3-5) signal their associated applications' capacity demand
indicators 430 to the controller. Among each of these indicators,
the core-demand-figures (CDFs) 530, express how many cores their
associated app is presently able utilize for its (ready to execute)
instances. Each application's capacity demand expressions 430 for
the controller further include a list of its ready instances in an
execution priority order 535.
[0122] Any of the cores 520 of a processor per FIG. 7 can comprise
any types of software program and data processing hardware
resources, e.g. central processing units (CPUs), graphics
processing units (GPUs), digital signal processors (DSPs) or
application specific processors (ASPs) etc., and in programmable
logic (FPGA) implementation, the core type for any core slot 520 is
furthermore reconfigurable per expressed demands of its assigned
app-task, e.g. per [1], Appendix A, Ch. 5.5.
[0123] The hardware logic based controller 540 module within the
processor system, through a periodic process, allocates and assigns
the cores 520 of the processor among the set of applications and
their instances based on the applications' core demand figures
(CDFs) 530 as well as their contractual core capacity entitlements
(CEs). This application instance to core assignment process is
exercised periodically, e.g. at intervals such as once per a
defined number (for instance 64, 256 or 1024, or so forth) of
processing core clock or instruction cycles. The app-instance to
core assignment algorithms of the controller produce, per the
app-instances on the processor, identification 550 of their
execution cores (if any, at any given time), as well as per the
cores of the fabric, identification 560 of their respective
app-instances to execute. Moreover, the assignments 550, 560
between app-insts and the cores of the array 515 control the access
between the cores 520 of the fabric and the app-inst specific
memories at the fabric network and memory subsystem 800 (which can
be implemented e.g. per [1] Appendix A, Ch. 5.4).
[0124] The app-instance to core mapping info 560 also directs the
muxing 450 of input data from the RX buffers 260 of an appropriate
app-instance to each core of the array 515, as well as the muxing
580 of the input data read control signals (570 to 590, and 575 to
595) from the core array to the RX logic submodule (FIG. 5) of the
app-instance that is assigned for any given core 520 at any given
time.
[0125] Similarly, the core to app-inst mapping info 560 also
directs the muxing 600 of the (source) app-instance specific ITC
permit signals (212 to 213) from the destination processing stages
to the cores 520 of the local manycore array, according to which
app-instance is presently mapped to which core.
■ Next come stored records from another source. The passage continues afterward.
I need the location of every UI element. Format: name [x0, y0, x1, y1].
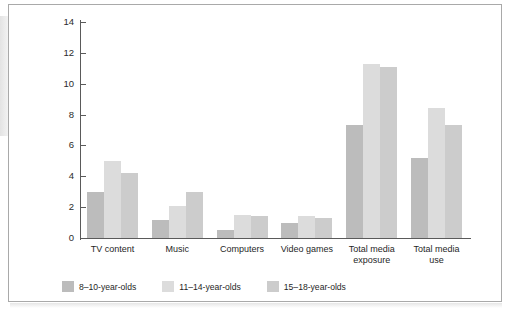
y-axis-tick-label: 0 — [0, 233, 74, 243]
bar — [186, 192, 203, 238]
bar-group-bars — [404, 22, 469, 238]
y-axis-tick-label: 6 — [0, 141, 74, 151]
legend-item[interactable]: 15–18-year-olds — [267, 281, 346, 292]
legend-swatch-icon — [267, 281, 279, 292]
category-label-line1: Total media — [387, 244, 487, 255]
legend-label: 11–14-year-olds — [179, 282, 240, 292]
y-axis-tick-label: 8 — [0, 110, 74, 120]
legend-swatch-icon — [162, 281, 174, 292]
bar — [234, 215, 251, 238]
y-axis-tick — [80, 238, 86, 239]
legend-swatch-icon — [62, 281, 74, 292]
y-axis-tick-label: 10 — [0, 79, 74, 89]
y-axis-tick-label: 14 — [0, 17, 74, 27]
bar — [87, 192, 104, 238]
bar-group — [210, 22, 275, 238]
bar-group — [80, 22, 145, 238]
legend-item[interactable]: 11–14-year-olds — [162, 281, 240, 292]
bar-group — [404, 22, 469, 238]
y-axis-tick-label: 2 — [0, 202, 74, 212]
bar-group-bars — [80, 22, 145, 238]
y-axis-tick-label: 12 — [0, 48, 74, 58]
bar — [298, 216, 315, 238]
chart-legend: 8–10-year-olds11–14-year-olds15–18-year-… — [62, 281, 346, 292]
x-axis-line — [80, 238, 471, 239]
bar-group-bars — [339, 22, 404, 238]
bar — [121, 173, 138, 238]
bar — [217, 230, 234, 238]
category-label-line2: use — [387, 255, 487, 266]
bar-group — [339, 22, 404, 238]
bar — [411, 158, 428, 238]
figure-container: Average amount of time spent with media … — [0, 0, 512, 320]
legend-label: 8–10-year-olds — [79, 282, 136, 292]
bar-group-bars — [145, 22, 210, 238]
legend-label: 15–18-year-olds — [284, 282, 346, 292]
bar-group — [275, 22, 340, 238]
bar — [152, 220, 169, 239]
plot-area — [80, 22, 469, 238]
legend-item[interactable]: 8–10-year-olds — [62, 281, 136, 292]
bar-group — [145, 22, 210, 238]
bar — [281, 223, 298, 238]
bar — [445, 125, 462, 238]
bar-group-bars — [210, 22, 275, 238]
bar — [428, 108, 445, 238]
bar — [251, 216, 268, 238]
bar — [104, 161, 121, 238]
x-axis-category-label: Total mediause — [387, 244, 487, 265]
bar — [363, 64, 380, 238]
bar — [315, 218, 332, 238]
bar — [380, 67, 397, 238]
bar-group-bars — [275, 22, 340, 238]
bar — [346, 125, 363, 238]
page-shadow-bottom — [10, 303, 502, 308]
y-axis-tick-label: 4 — [0, 172, 74, 182]
bar — [169, 206, 186, 238]
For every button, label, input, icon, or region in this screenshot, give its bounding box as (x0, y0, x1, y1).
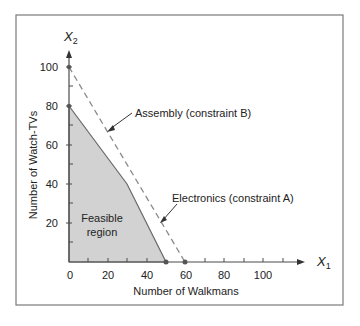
y-axis-title: Number of Watch-TVs (27, 110, 39, 219)
svg-text:60: 60 (46, 139, 58, 151)
svg-text:80: 80 (218, 269, 230, 281)
svg-text:40: 40 (141, 269, 153, 281)
chart-figure: 20 40 60 80 100 0 20 40 60 80 100 Number… (0, 0, 360, 326)
y-axis-arrow-icon (66, 50, 72, 58)
svg-text:40: 40 (46, 178, 58, 190)
x-variable-label: X1 (316, 254, 331, 271)
svg-text:100: 100 (40, 61, 58, 73)
svg-text:0: 0 (67, 269, 73, 281)
point-60-0 (183, 260, 188, 265)
y-tick-labels: 20 40 60 80 100 (40, 61, 58, 229)
electronics-label: Electronics (constraint A) (172, 192, 294, 204)
point-0-100 (67, 65, 71, 69)
x-axis-arrow-icon (297, 259, 305, 265)
feasible-label-line1: Feasible (81, 212, 123, 224)
feasible-region (69, 106, 166, 262)
svg-text:20: 20 (102, 269, 114, 281)
y-variable-label: X2 (63, 29, 78, 46)
point-0-80 (67, 104, 71, 108)
svg-text:20: 20 (46, 217, 58, 229)
svg-text:100: 100 (254, 269, 272, 281)
point-50-0 (164, 260, 169, 265)
svg-text:60: 60 (180, 269, 192, 281)
x-axis-title: Number of Walkmans (133, 285, 239, 297)
x-tick-labels: 0 20 40 60 80 100 (67, 269, 272, 281)
feasible-label-line2: region (87, 226, 118, 238)
assembly-label: Assembly (constraint B) (135, 107, 251, 119)
svg-text:80: 80 (46, 100, 58, 112)
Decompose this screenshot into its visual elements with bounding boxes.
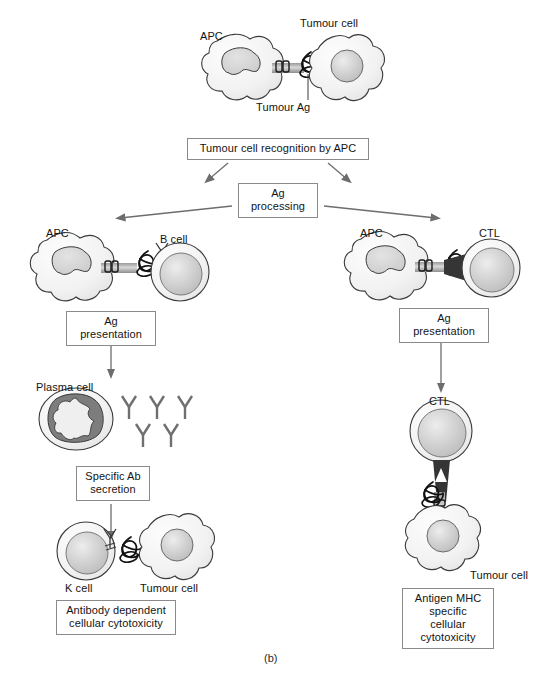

[0126] Further reference specifications for aspects and embodiments
of the invention are in the references [1] through [10].
[0127] The functionality of the invented systems and methods
described in this specification, where not otherwise mentioned, is
implemented by hardware logic of the system (wherein hardware logic
naturally also includes any necessary signal wiring, memory
elements and such).
[0128] Generally, this description and drawings are included to
illustrate architecture and operation of practical embodiments of
the invention, but are not meant to limit the scope of the
invention. For instance, even though the description does specify
certain system elements to certain practical types or values,
persons of skill in the art will realize, in view of this
description, that any design utilizing the architectural or
operational principles of the disclosed systems and methods, with
any set of practical types and values for the system parameters, is
within the scope of the invention. Moreover, the system elements
and process steps, though shown as distinct to clarify the
illustration and the description, can in various embodiments be
merged or combined with other elements, or further subdivided and
rearranged, etc., without departing from the spirit and scope of
the invention. Finally, persons of skill in the art will realize
that various embodiments of the invention can use different
nomenclature and terminology to describe the system elements,
process phases etc. technical concepts in their respective
implementations. Generally, from this description many variants and
modifications will be understood by one skilled in the art that are
yet encompassed by the spirit and scope of the invention.